Treatment with a combination of antibiotics for ≥ 4 weeks is the chosen next step in patients who do not responded to 2-week treatment with an antibiotic. Ciprofloxacin with metronidazole or rifaximin is the most recommended combination, based on well-designed studies that showed high rates of response (around 80%), but also increased risk of adverse effects due to prolonged use of antibiotics. Another problem is that a percentage of patients who respond initially can them lose their ability to respond and become antibiotic-dependent. In such cases, other therapies should be evaluated.28
In cases with an absence of response to antibiotic combination, the next step is to change this treatment to locally active steroids. An open study of 20 patients showed remission in 75% of patients treated with a high dose of budesonide (9 mg) for 8 weeks, together with improved quality of life. Beclomethasone dipropionate, at a higher dose than is usual (10 mg daily) for 8 weeks, was also effective in another open-label study in antibiotic-refractory patients.29
Do immunosuppressive or biological drugs play a role in chronic refractory pouchitis?
Due to an absence of data about the use of thiopurines or methotrexate for the treatment of chronic refractory pouchitis, we cannot recommend these drugs in such patients.

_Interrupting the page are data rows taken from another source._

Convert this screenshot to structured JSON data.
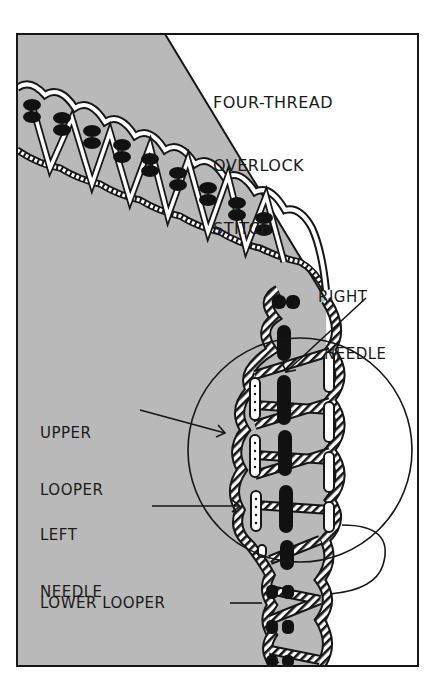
{
  "title": {
    "lines": [
      "FOUR-THREAD",
      "OVERLOCK",
      "STITCH"
    ]
  },
  "labels": {
    "right_needle": [
      "RIGHT",
      "NEEDLE"
    ],
    "upper_looper": [
      "UPPER",
      "LOOPER"
    ],
    "left_needle": [
      "LEFT",
      "NEEDLE"
    ],
    "lower_looper": "LOWER LOOPER"
  },
  "colors": {
    "fabric": "#b9b9b9",
    "ink": "#161616",
    "paper": "#ffffff",
    "needle_thread": "#111111",
    "looper_thread": "#ffffff"
  }
}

Regarding cyclosporine, despite some cases having being treated with enemas, evidence is too scarce to recommend its use in clinical practice.
Regarding biological therapy, anti-tumour necrosis factor (TNF) drugs have been more frequently evaluated. In the absence of clinical trials, as with other drugs regarding chronic refractory pouchitis, open series have shown their potential utility in these patients. First reports of data from a small case series with infliximab were optimistic, with high short-term remission rates, but two larger series published from Ferrante et al. and Barreiro-de Acosta et al. have shown that after 1 year, response rates were around 50%.30,31 Data with adalimumab have been limited to patients who have failed infliximab, and after 1 year of treatment with this drug, 50% had avoided permanent ileostomy.32 In cases of pouchitis with anti-TNF treatment failure, vedolizumab and ustekinumab have shown efficacy in recent case series and, in our opinion, are alternative options in order to avoid permanent ileostomy.33,34
In Figure 2, we propose an algorithm for the treatment of pouchitis. Despite all these treatment options, around 25% of patients will still require permanent ileostomy.35
Conclusions
In our opinion, pouchitis treatment represents one of the biggest gaps of knowledge in inflammatory bowel disease treatment, fundamentally due to a lack of well-designed studies because of the heterogeneity of patients and their limited numbers per centre. More specific studies are needed; until they become available the following of expert opinion recommendations from physicians with significant expertise remains a good option.
Acknowledgements
Author contributions: M.B.A., I.B.R. and C.C.S. drafted the review; M.B.A. and J.E.D.M. did the final review and wrote the final article.
Declaration of conflicting interests
M.B.A. has served as a speaker, consultant and advisory member for, or has received research funding from, MSD, Abbvie, Takeda and Janssen. I.B.R., C.C.S. and J.E.D.M. have nothing to disclose.